Importantly, anthropological inquiry into the convolutions of care work allows often omitted or overshadowed realities come to the forefront. Stacey posits that front line workers like nursing aides are after missing from public conversation about long-term care. Yet, it is precisely these men and women, who ‘staff nursing facilities; who travel daily to care for clients in the home; and provide the bulk of companionship services and custodial care to the disabled, mentally ill, and elderly’, who uphold communities. Without them, ‘bodies would not be washed, dressed, or exercised; medications would likely go unadministered; and many elderly and disabled people would spend much of their time completely alone’. Inasmuch as they do the ‘dirty work’ that families cannot or will not do, which doctors and nurses provide at higher costs, direct care workers are ‘the backbone and driving force of long-term care in the United States’, and probably the most effaced from civic discourse. Conceptions of care are complicated by the inherently gendered and essentialised language, undermining aides’ ability to ‘employ a language of labour to talk about what they do’. Indeed, while most aides are aware of the wage penalty they suffer, very few can articulate and formulate what their care is worth in terms of a wage, caregiving being a difficult thing to ‘put a price’ on because of emotional and relational tasks associated with the work. Precarity shows its face quite dramatically in the context of care work, ironically one of the most understated, undervalued, necessary, essential, draining, reward, forms of labour.
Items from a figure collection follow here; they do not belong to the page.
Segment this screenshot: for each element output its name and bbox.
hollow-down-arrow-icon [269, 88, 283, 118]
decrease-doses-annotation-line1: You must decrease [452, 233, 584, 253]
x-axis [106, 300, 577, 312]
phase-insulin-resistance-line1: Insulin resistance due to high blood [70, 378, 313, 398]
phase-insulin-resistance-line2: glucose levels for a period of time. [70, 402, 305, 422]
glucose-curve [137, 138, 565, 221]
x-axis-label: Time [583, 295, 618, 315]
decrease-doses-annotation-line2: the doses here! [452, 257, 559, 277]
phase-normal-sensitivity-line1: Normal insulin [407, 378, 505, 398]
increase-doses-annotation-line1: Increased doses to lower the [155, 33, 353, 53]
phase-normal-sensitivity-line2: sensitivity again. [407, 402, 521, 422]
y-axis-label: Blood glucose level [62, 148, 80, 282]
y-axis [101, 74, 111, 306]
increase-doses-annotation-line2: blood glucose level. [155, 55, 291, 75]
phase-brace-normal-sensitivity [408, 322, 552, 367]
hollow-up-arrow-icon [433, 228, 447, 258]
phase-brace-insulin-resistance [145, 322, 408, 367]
To conclude, anthropological studies focused on the changing conditions of labour in the contemporary world are insightful insofar as they observe what most see, encounter, engage in, but don’t notice. They subvert misconceptions of universal ideas applied to particular situations and reveal lived realities that often go amiss in an attempt to conceal precarity, interactions, emotions, involved in multiple contemporary forms of work.
Bibliography
Mankekar Purnima, and Akhil Gupta. 2016. “Intimate Encounters: Affective Labor in Call Centers.” Positions 24 (1): 17–43.
Muehlebach, Andrea. 2011. “On Affective Labor in Post-Fordist Italy.” Cultural Anthropology 26 (1): 59–82.
Millar, K. 2015. “The tempo of wageless work: E. P. Thompson’s time-sense at the edges of Rio De Janeiro.” Focaal (73): 28-40.
Irani, Lilly. 2015. “Difference and Dependence among Digital Workers: The Case of Amazon Mechanical Turk.” South Atlantic Quarterly 114 (1): 225–234;
Stacey, Clare L. (2011). The Caring Self: the work experiences of home care aides. Ithaca, N.Y: Cornell University Press.